Agents at Work
Preface
Every decade or so, technology rewrites the rules of economic gravity. Forces that pull money, attention, and power toward certain businesses or behaviors suddenly point in a new direction.
When the internet went mainstream, content distribution costs collapsed. Economic gravity was redirected toward companies that could monetize massive audiences at scale (Google, Facebook) and away from those built on physical distribution (newspapers, record stores). When the smartphone arrived, entire categories of behavior—ordering food, hailing rides, sharing photos—migrated to apps in people’s pockets. Businesses that optimized for “thumb-first” interactions (Instagram, Uber) gained the gravitational pull.
AI agents are the next rewrite—small bits of software that reason, remember, and act on our behalf. Organizations that embed agents will see cognitive grunt work evaporate, and significant cost savings and quality gains unlocked. Those that wait will be stuck with the productivity of the pre-agent world and quickly lose their market positions.
At UNeFAi we are particularly bullish on high-precision AI agents that offload collaborative enterprise workflows. We want to share why we believe they fit the moment perfectly now, and why we think such AI agents also have an important role to play in the future.
What an AI agent really is
Strip away the hype: an AI agent is a piece of software that harnesses the power of tooled up Large Language Models (LLMs)– such as ChatGPT, Claude or Gemini – to perform cognitive work on behalf of a user, a team or an organization.
Think of it as automating cognitive production lines. These agents can be made as deterministic as needed to offload the cognitive grunt work of a bank auditor or as open ended as needed to augment the inspired work of an exploratory researcher.
The LLMs used to power these agents keeps getting 200% better every year[i] while cost of output (inference) keeps falling.
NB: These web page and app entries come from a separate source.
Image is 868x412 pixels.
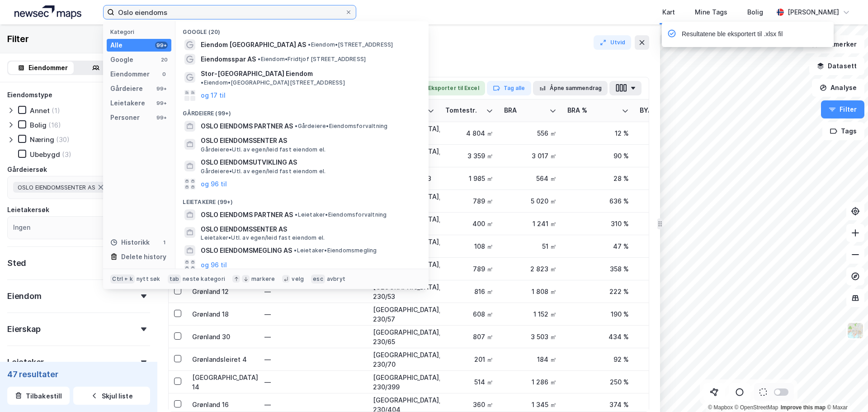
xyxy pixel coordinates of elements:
div: Resultatene ble eksportert til .xlsx fil [682,29,783,40]
div: 47 % [567,241,629,251]
button: Utvid [594,35,632,50]
span: Eiendom • Fridtjof [STREET_ADDRESS] [258,56,366,63]
div: Personer [111,112,140,123]
button: Åpne sammendrag [533,81,608,95]
div: 55 ㎡ [640,241,692,251]
div: (30) [56,135,70,144]
div: Grønland 30 [192,332,254,341]
div: 358 % [567,264,629,273]
div: Gårdeiere [111,83,143,94]
button: Datasett [809,57,865,75]
div: 201 ㎡ [446,355,493,364]
button: og 96 til [201,259,227,271]
div: Alle [111,40,122,51]
div: 92 % [567,355,629,364]
div: (1) [52,106,60,115]
div: 606 ㎡ [640,309,692,319]
div: Grønland 18 [192,309,254,319]
div: Gårdeiere (99+) [176,103,429,119]
div: avbryt [327,276,346,283]
div: 816 ㎡ [446,287,493,296]
span: • [308,41,311,48]
div: 352 ㎡ [640,400,692,409]
span: OSLO EIENDOMSMEGLING AS [201,245,292,256]
div: — [264,375,362,390]
div: 1 345 ㎡ [504,400,557,409]
div: 564 ㎡ [504,173,557,183]
div: 593 ㎡ [640,173,692,183]
div: 1 985 ㎡ [446,173,493,183]
div: 3 359 ㎡ [446,151,493,161]
div: Næring [30,135,54,144]
div: 308 ㎡ [640,219,692,228]
div: 400 ㎡ [446,219,493,228]
button: Tag alle [487,81,531,95]
span: Eiendomsspar AS [201,54,256,65]
div: 190 % [567,309,629,319]
span: Gårdeiere • Eiendomsforvaltning [295,122,388,130]
div: Grønlandsleiret 4 [192,355,254,364]
span: Gårdeiere • Utl. av egen/leid fast eiendom el. [201,168,325,175]
div: 402 ㎡ [640,377,692,387]
div: 1 [160,239,168,246]
div: Eiendommer [111,68,150,80]
div: 1 152 ㎡ [504,309,557,319]
div: 636 % [567,196,629,206]
span: • [294,247,297,254]
div: 790 ㎡ [640,332,692,341]
div: Kategori [111,29,171,35]
div: — [264,285,362,299]
div: 250 % [567,377,629,387]
span: Leietaker • Eiendomsmegling [294,247,376,254]
div: [GEOGRAPHIC_DATA], 230/70 [373,350,434,369]
div: tab [168,274,181,283]
div: nytt søk [136,276,160,283]
div: neste kategori [183,276,225,283]
a: OpenStreetMap [734,404,778,411]
div: Mine Tags [695,7,727,17]
span: • [295,211,297,218]
div: 51 ㎡ [504,241,557,251]
button: Tags [823,122,865,140]
div: 184 ㎡ [504,355,557,364]
div: [GEOGRAPHIC_DATA], 230/57 [373,305,434,324]
div: Ubebygd [30,150,60,159]
div: markere [251,276,275,283]
div: 374 % [567,400,629,409]
span: Leietaker • Eiendomsforvaltning [295,211,387,218]
button: Analyse [812,79,865,97]
div: [GEOGRAPHIC_DATA], 208/559 [373,214,434,234]
div: Eierskap [7,324,40,335]
div: Kontrollprogram for chat [823,369,868,412]
div: 117 ㎡ [640,355,692,364]
a: Improve this map [781,404,825,411]
div: Grønland 16 [192,400,254,409]
div: Leietakersøk [7,204,49,216]
div: [GEOGRAPHIC_DATA], 230/53 [373,282,434,301]
button: og 17 til [201,90,226,101]
div: Eiendommer [29,62,68,74]
span: • [295,122,297,129]
div: Bolig [747,7,763,17]
img: logo.a4113a55bc3d86da70a041830d287a7e.svg [15,6,81,19]
div: Kart [662,7,675,17]
div: — [264,329,362,344]
div: 1 241 ㎡ [504,219,557,228]
span: Eiendom • [STREET_ADDRESS] [308,41,393,48]
span: Gårdeiere • Utl. av egen/leid fast eiendom el. [201,146,325,153]
div: 434 % [567,332,629,341]
div: [GEOGRAPHIC_DATA], 122/392 [373,147,434,166]
span: • [201,79,204,86]
div: 2 823 ㎡ [504,264,557,273]
div: 3 503 ㎡ [504,332,557,341]
div: 99+ [155,99,168,107]
div: Sted [7,258,26,269]
div: 5 020 ㎡ [504,196,557,206]
div: Eiendomstype [7,90,52,100]
div: 108 ㎡ [446,241,493,251]
div: 222 % [567,287,629,296]
div: 1 101 ㎡ [640,151,692,161]
span: OSLO EIENDOMS PARTNER AS [201,209,293,220]
div: 1 808 ㎡ [504,287,557,296]
div: 12 % [567,129,629,138]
Software economics rarely hand out gifts this generous.
Proof that the AI agents are already having an impact
Deloitte rolled out MyAssist to 13 000 consultants last year and reported task-time cuts of up to 50%[ii].
Norges Bank Investment Management attributes a 15% productivity lift to AI today and targets another 20 in both 2025 and 2026[iii].
In a recent UNeFAi pilot, we found that a well-tuned portfolio of agents can easily offload around 50% of overall work at very attractive ROIs.
If your competitor automates half of its cognitive grunt work while you’re still staffing it, the delta compounds. That is not a tomorrow problem; it will soon set the tone in your board meetings and earnings calls.
Four examples of things agents already do outrageously well
And what changes in practice:
Information digestion: A morning of reading compresses into a minute of highlights with citations attached.
First-draft creation: Reports, test scripts, project plans, pitch decks—80% done in one shot, humans finish the last 20%.
Data hygiene: Duplicates flagged, outliers questioned, missing fields filled before they are ingested by systems of record.
Code assist: Boilerplate rewritten, integration prototypes shipped overnight, senior engineers design instead of debug.
These aren’t demos—they’re tickets raised, resolved, and closed right now.
The autonomy dial
We like to think of AI agent autonomy as a dial, not a switch:
Building deterministic software and high-precision AI agents require more upfront investments. Autonomous agents will, when the technology becomes available, require tighter governance and consume more inference (higher OPEX).
The correct move is obvious: start with deterministic software and high-precision AI agents where ROI on the upfront investment easily justifies it; then fill in the gaps with autonomous agents as the technology becomes reliable.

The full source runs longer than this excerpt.